In the 1992 election, James Ceaser and Andrew Busch wrote in
Upside Down and Inside Out:"The outsider appeal," they wrote, "resonates with fundamental elements of the American tradition that can be traced back to certain themes of the revolutionaries, the anti-federalists, the Jeffersonians, and the Jacksonians." William Jefferson Clinton pulled off the feat of running as an insider and outsider at the same time. He came from a modest background (though not quite as modest as he claimed), was governor of a poor state, and challenged party orthodoxy. At the same time, he was a Rhodes Scholar with a Yale law degree who had been courting party elders ever since a college internship with Senator J. William Fulbright.
Patrick O'Connor and Byron Tau writes at the
Wall Street Journal:
Florida Sen. Marco Rubio likes to remind GOP primary voters of the long odds he faced running for the Senate in 2010.
“Everybody in the Republican establishment came forward and said, ‘You can’t run, it’s not your turn, you’ve got to wait in line,’ ” Mr. Rubio told the crowd at a recent campaign stop in early-voting Iowa.
The underdog narrative helps Mr. Rubio cast himself as a political outsider to a party desperate for change. But it glosses over a basic fact: The 44-year-old Florida senator has spent the bulk of his working life in politics, reared by the party whose leaders he occasionally campaigns against.
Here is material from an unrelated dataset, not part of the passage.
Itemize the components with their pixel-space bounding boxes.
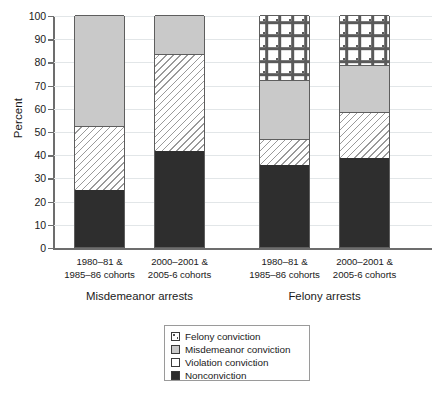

This tension between Rubio the insider and Rubio the outsider cuts to the heart of his biggest challenge in the Republican primary—positioning himself as a bridge candidate, while some of his rivals specifically target evangelicals and tea-party conservatives and others focus on rallying the establishment.
...
Researchers at the University of Massachusetts-Amherst recently polled Republican primary voters and found they move fairly fluidly between the top four candidates—Messrs. Trump, Carson, Cruz and Rubio. However, the Florida senator served as a link between the outsiders and the establishment contenders, such as former Florida Gov. Jeb Bush and New Jersey Gov. Chris Christie.
“Rubio shares a lot of support with Trump, Carson and [former Hewlett-Packard Co.Chief Executive Carly] Fiorina and with establishment candidates, like Bush and Christie,” said Mia Costa, one of the researchers on that poll. “He’s well-positioned to pick up supporters from both camps.”